At about this time Aristotle returned to Athens. The head of Plato's Academy was now one Xenocrates of Chalcedon, with whose somewhat mystical mode of philosophy Aristotle was not in sympathy. He therefore set up a school of his own, which became known as the Peripatos — "the covered walk" — and its inmates as the Peripatetics. This school, which was a center of highly organized scientific research as well as of philosophical inquiry, flourished greatly. But the sudden death of Alexander at the age of thirty-two was the occasion for an impetuous revolution in Athens, in which Aristotle, because of his close Macedonian associations, became an object of attack. He was accused, even more absurdly than Socrates had been, of "impiety"; but unlike Socrates, he lost no time in making his escape. He retired to the town of Chalcis in Euboea, where he died in the following year at the age of sixty-three.

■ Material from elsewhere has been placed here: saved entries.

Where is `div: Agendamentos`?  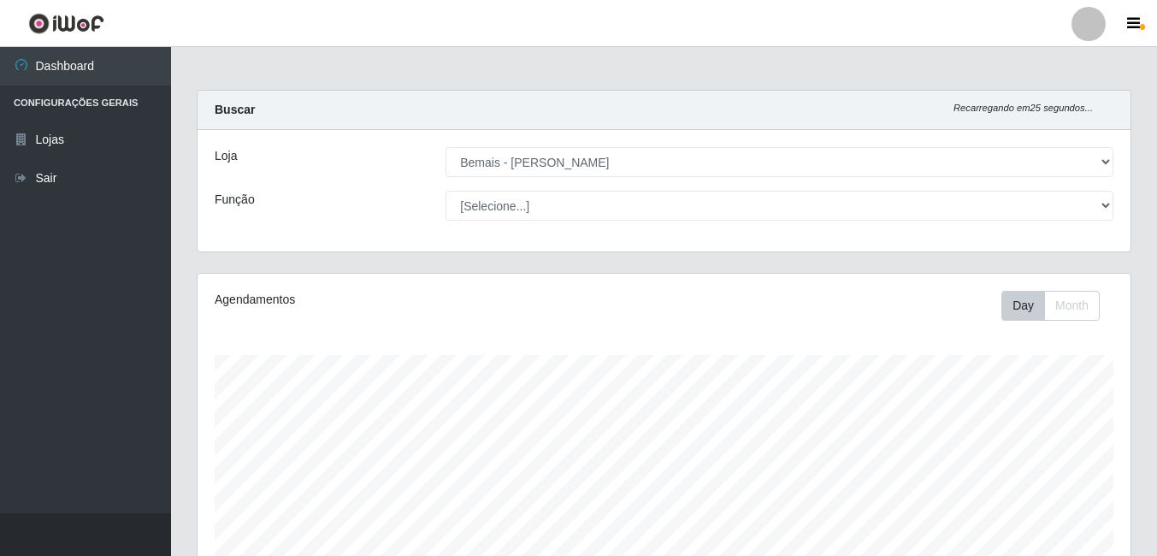 div: Agendamentos is located at coordinates (394, 299).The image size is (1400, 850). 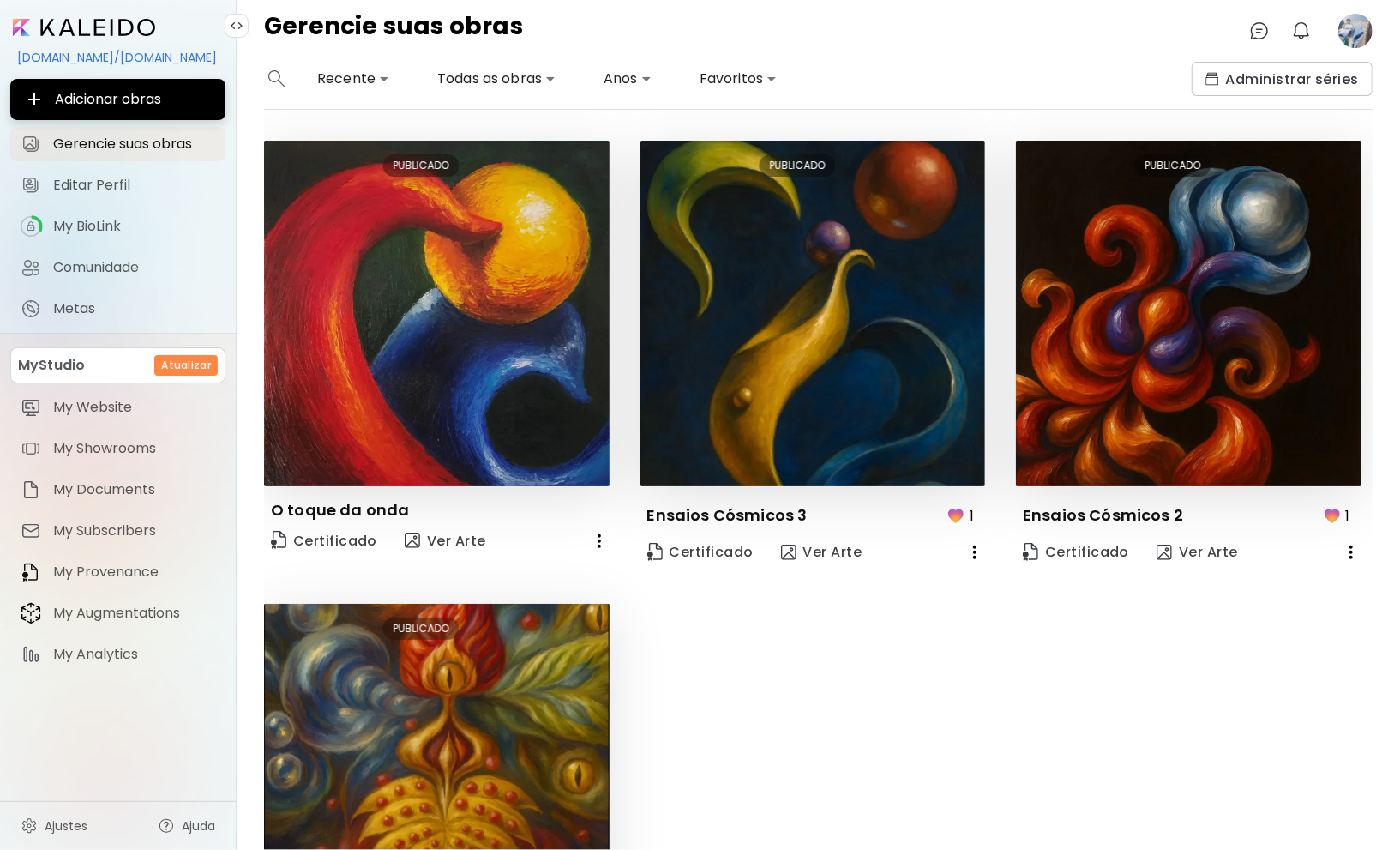 I want to click on span: Administrar séries, so click(x=1282, y=79).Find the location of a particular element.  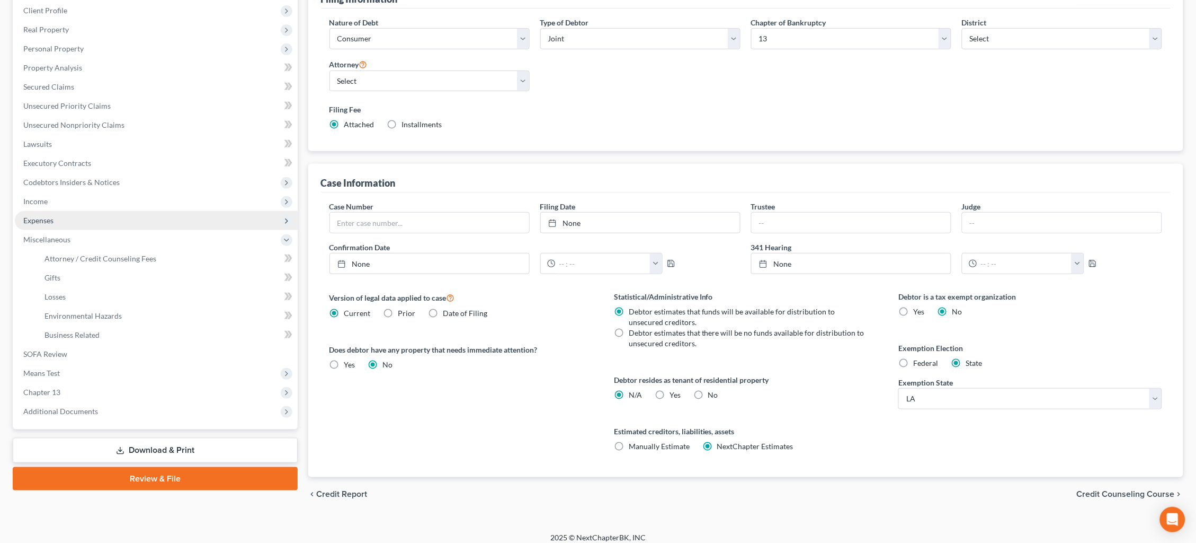

span: Installments is located at coordinates (422, 124).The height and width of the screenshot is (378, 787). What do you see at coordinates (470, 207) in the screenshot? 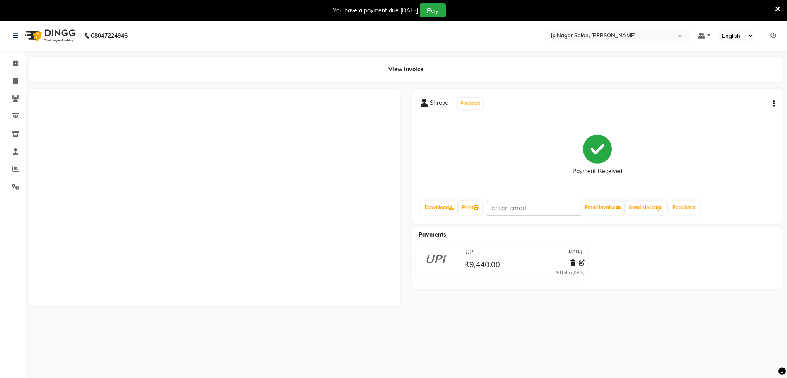
I see `a: Print` at bounding box center [470, 207].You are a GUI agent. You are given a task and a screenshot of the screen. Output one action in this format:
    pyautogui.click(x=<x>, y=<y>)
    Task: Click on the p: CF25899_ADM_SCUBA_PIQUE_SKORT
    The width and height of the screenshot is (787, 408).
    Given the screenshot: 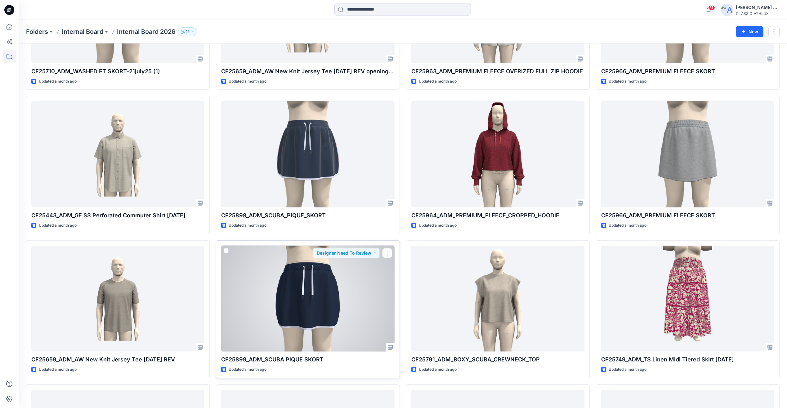 What is the action you would take?
    pyautogui.click(x=308, y=215)
    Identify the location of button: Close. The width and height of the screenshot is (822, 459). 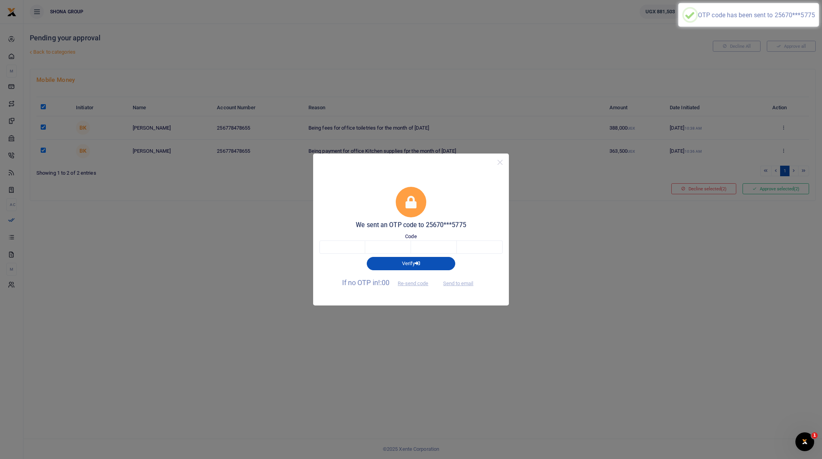
(500, 162).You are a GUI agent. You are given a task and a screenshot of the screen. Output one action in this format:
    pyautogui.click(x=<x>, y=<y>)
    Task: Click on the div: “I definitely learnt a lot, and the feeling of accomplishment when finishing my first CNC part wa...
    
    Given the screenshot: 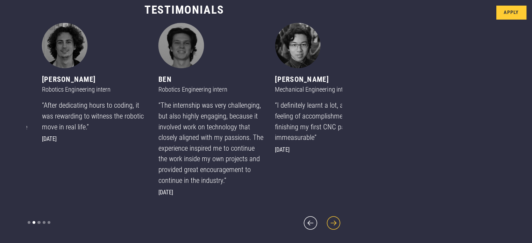 What is the action you would take?
    pyautogui.click(x=328, y=121)
     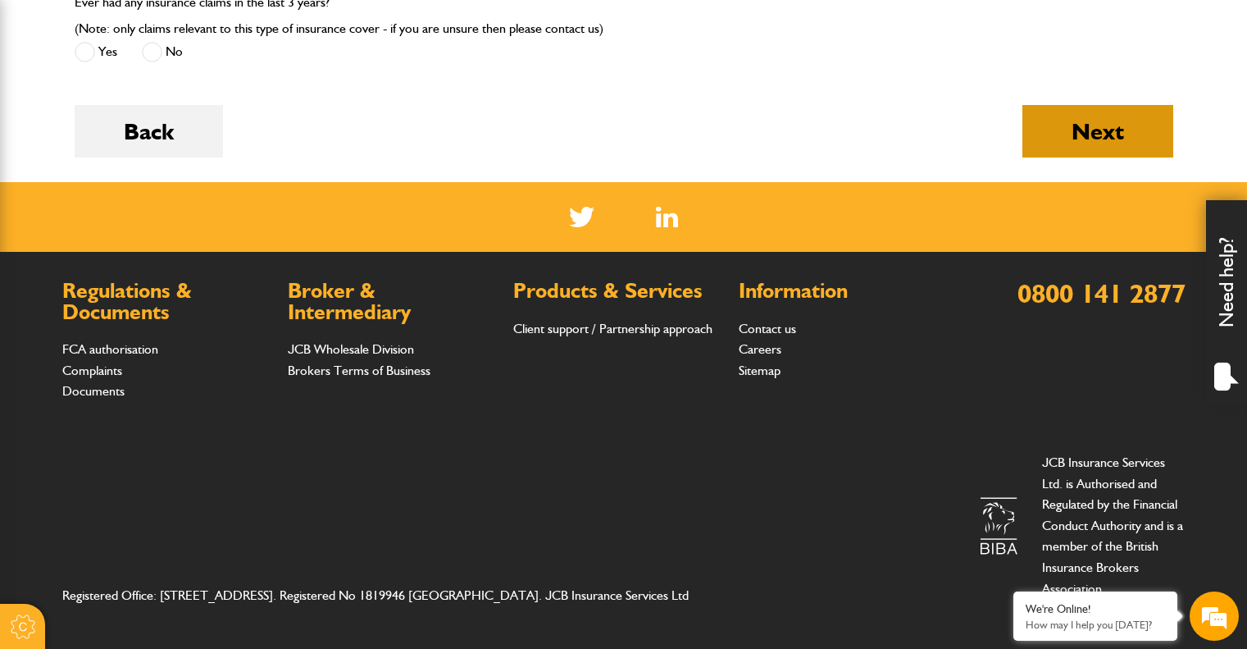 I want to click on em: Start Chat, so click(x=260, y=516).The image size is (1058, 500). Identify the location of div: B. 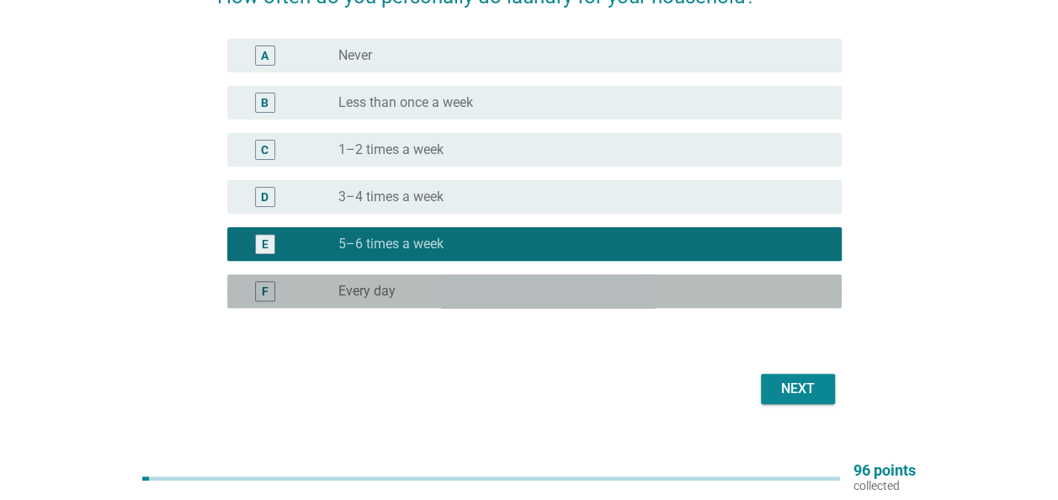
(264, 103).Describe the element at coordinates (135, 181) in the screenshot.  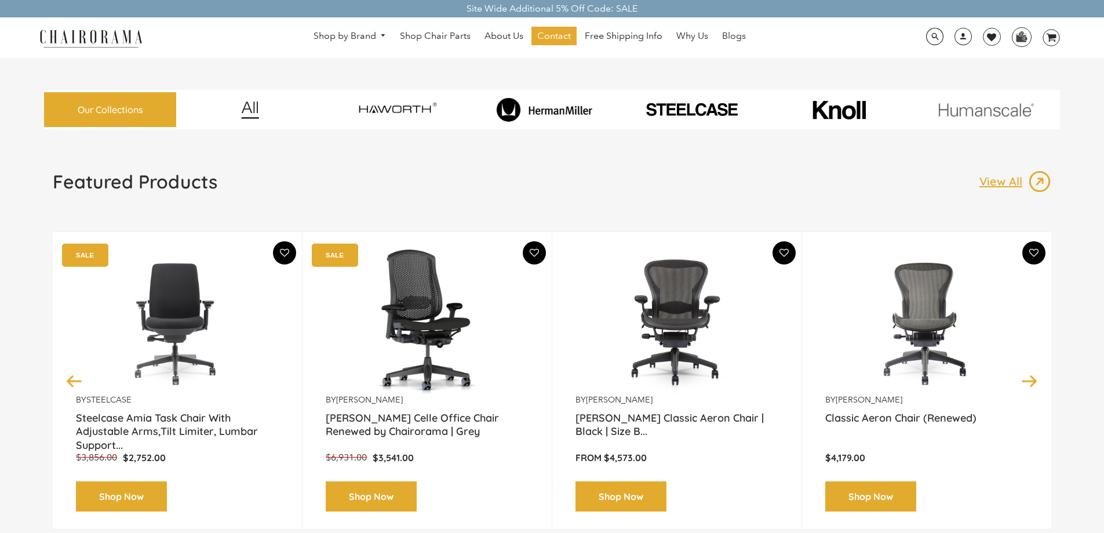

The lifetimes of Plato and Aristotle thus span a period of just over a hundred years, in which the history of Greece, on the whole, makes depressing reading. During and after the long-drawn disaster of the Peloponnesian War, Greece could not recover the glories of the old wars against the Persians. Her victories and defeats were internecine, almost suicidal. And it seems in retrospect obvious enough that her amalgam of brilliant but contentious political entities was destined quite inevitably to be overborne by some centralized power, as it was by the northern state of Macedonia. It would be, however, a grave mistake to suppose that Greece in this period was somehow decadent, and even more so to suppose that the Greeks themselves felt this to be so. It is easy to exaggerate the extent to which her city-states had been formerly self-sufficient and independent; some form of "hegemony" or near-empire had long been familiar; and it is easy to exaggerate also the extent to which the rise of Macedonia altered the picture: As has been said, the Greek cities were not brought into subjection. In any case military and political power was by no means all that a Greek desired for his city; he thought as much, or more, of its educative and civilizing influence upon its citizens and others. It is accordingly not really absurd that both Plato and Aristotle, in their political and ethical thinking should have continued to assume as the ideal basis of both the stable political structure of a city-state. In spite of the long tale of disasters in the history of Greece, such states still existed. This was the great age of political oratory, and the orators dealt with live issues in still living communities. In some cases, Rhodes for example, particular cities achieved in this period their highest prosperity. And in any case the city-state, the restricted community living together, could still be regarded as the ideal setting for the pursuit of the good life. It was not in these years, but in the course of those that came after, that a real sense of breakdown and of utter insecurity became widespread. To Plato and Aristotle, Isocrates and Demosthenes, the conditions of public and political life in Greece appeared, if not always good, at least always remediable. They had not lost hope.